Falcon-512 produces the smallest digital signature of any algorithm currently approved by the US National Institute of Standards and Technology — and that fact quietly drove one of the bigger decisions in Solana’s recent development history.
Two Teams, One Conclusion
Anza and Firedancer, two of Solana’s most widely used validator clients, have each rolled out a test version of Falcon, a post-quantum cryptographic signature scheme.
According to the teams, both groups researched the problem independently and landed on the same answer: quantum readiness is necessary, and Falcon is the right tool for the job.
Initial versions have been pushed to both clients’ GitHub repositories. Data from Anza’s account shows work on Falcon stretching back to at least January 27, 2026.
The solution is built to sit dormant until needed. It can be switched on if and when quantum computers grow powerful enough to crack public-key encryption — a hypothetical threshold researchers call Q-Day.
Source: Solana
Officials said the migration work is manageable, the transition can happen quickly when conditions demand it, and network performance is not expected to take a meaningful hit.
Why Signature Size Matters
For a high-throughput network like Solana, that last point is not a small thing. Post-quantum algorithms have generally been criticized for producing large signatures that strain bandwidth and storage — a direct threat to the kind of speed Solana is built around.

Source: Solana
Jump Crypto, the infrastructure firm behind Firedancer, said Falcon was chosen precisely because it avoids that problem. Signing happens offchain, and verification is not complex to implement.
Falcon is not the first quantum-resistant option to appear in Solana’s orbit. Blueshift’s Winternitz Vault has offered similar protections since January 2025, but it was designed as an optional add-on for individual users rather than a network-wide protocol upgrade. What Anza and Firedancer are doing sits at a different level entirely.
The Broader Pressure
Reports indicate that urgency around quantum threats has been building. Google and researchers at the California Institute of Technology said last month that functional quantum computers may arrive sooner than previously expected and could require far less computing power to break encryption than earlier estimates suggested.
Google went further, claiming quantum machines could potentially crack Bitcoin’s cryptography within 10 minutes.
Not everyone shares that alarm. Blockstream CEO Adam Back has described today’s quantum computers as lab experiments and argues no genuine threat will surface for decades.
Scott Aaronson, a leading researcher in quantum computing theory, generally agrees with Back, that quantum computers are not close to breaking systems like Bitcoin.
Aaronson argues that today’s machines are still far from the scale needed for real cryptographic threats, even if long-term preparation remains important.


→ AIM OF THE TASK
Please find all lines containing "distribution" in the listing below and copy them.

→ RECORDS SHOWN
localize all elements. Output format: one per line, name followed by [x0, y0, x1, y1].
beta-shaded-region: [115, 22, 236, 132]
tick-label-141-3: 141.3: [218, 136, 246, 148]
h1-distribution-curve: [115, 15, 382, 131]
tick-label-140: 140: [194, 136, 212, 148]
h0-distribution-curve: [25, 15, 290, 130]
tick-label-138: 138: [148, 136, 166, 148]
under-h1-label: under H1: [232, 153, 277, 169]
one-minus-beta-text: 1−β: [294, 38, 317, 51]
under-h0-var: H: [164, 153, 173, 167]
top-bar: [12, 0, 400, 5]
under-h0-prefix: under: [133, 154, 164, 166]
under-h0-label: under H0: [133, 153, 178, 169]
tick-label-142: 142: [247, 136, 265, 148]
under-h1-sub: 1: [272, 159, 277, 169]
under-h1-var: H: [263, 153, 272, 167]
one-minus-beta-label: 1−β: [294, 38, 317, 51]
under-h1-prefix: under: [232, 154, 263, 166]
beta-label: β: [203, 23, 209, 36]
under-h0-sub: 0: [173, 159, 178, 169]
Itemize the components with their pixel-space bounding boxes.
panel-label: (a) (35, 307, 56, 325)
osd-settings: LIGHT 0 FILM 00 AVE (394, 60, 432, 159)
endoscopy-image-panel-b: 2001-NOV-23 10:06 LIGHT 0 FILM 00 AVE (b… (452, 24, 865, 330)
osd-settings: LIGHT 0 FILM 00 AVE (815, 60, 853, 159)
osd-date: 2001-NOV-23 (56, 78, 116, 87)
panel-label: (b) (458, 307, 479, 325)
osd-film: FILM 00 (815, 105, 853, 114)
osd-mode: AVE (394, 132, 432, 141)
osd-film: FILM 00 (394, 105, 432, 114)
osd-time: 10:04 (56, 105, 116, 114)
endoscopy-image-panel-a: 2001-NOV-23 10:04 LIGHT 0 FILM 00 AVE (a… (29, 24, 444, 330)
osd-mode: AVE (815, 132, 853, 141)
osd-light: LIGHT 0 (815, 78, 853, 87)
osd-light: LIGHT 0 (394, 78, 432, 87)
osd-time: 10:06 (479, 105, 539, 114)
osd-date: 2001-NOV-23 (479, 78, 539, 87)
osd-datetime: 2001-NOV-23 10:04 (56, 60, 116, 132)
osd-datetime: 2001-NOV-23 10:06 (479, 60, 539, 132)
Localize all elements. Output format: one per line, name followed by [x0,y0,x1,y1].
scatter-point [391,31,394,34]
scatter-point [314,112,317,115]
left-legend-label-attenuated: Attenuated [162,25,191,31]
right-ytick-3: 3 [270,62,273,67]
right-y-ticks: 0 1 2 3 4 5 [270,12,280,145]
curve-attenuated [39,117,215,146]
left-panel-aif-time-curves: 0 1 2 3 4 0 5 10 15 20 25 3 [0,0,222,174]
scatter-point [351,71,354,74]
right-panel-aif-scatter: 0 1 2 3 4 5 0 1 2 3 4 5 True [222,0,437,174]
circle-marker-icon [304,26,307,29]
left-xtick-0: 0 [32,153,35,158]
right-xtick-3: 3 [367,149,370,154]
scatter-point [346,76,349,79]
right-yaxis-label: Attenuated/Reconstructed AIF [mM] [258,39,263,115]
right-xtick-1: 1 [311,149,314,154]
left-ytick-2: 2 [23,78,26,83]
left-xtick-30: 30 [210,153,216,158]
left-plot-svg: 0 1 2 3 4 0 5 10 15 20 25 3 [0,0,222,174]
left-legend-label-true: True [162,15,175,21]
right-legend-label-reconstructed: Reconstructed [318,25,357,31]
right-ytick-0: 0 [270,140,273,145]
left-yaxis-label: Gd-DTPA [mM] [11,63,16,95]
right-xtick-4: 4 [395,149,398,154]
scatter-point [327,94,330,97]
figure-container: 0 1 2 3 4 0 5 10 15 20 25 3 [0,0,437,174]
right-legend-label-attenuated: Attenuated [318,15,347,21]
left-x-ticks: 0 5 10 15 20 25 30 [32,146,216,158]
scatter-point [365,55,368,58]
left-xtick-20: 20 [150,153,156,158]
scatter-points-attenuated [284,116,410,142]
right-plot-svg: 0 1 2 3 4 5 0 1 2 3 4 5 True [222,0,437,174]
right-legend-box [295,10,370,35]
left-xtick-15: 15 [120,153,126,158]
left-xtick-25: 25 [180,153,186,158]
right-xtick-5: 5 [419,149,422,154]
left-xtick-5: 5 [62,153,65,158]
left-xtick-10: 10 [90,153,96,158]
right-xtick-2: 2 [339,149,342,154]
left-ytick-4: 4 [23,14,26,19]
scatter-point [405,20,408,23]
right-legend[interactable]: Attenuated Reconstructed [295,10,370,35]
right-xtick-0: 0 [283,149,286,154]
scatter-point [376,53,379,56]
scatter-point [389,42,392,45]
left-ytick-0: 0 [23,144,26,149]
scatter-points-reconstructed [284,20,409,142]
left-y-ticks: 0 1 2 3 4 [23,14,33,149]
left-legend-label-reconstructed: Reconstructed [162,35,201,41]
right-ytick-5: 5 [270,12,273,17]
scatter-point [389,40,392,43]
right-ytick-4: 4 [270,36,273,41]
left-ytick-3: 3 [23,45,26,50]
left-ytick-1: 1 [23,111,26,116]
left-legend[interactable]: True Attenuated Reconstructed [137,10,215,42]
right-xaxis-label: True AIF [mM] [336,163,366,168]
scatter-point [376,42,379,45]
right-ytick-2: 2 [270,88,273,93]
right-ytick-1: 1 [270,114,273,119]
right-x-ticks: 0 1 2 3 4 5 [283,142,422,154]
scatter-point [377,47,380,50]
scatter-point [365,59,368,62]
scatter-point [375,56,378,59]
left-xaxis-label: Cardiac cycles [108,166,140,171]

→ WRITTEN RESPONSE
h1-distribution-curve: [115, 15, 382, 131]
h0-distribution-curve: [25, 15, 290, 130]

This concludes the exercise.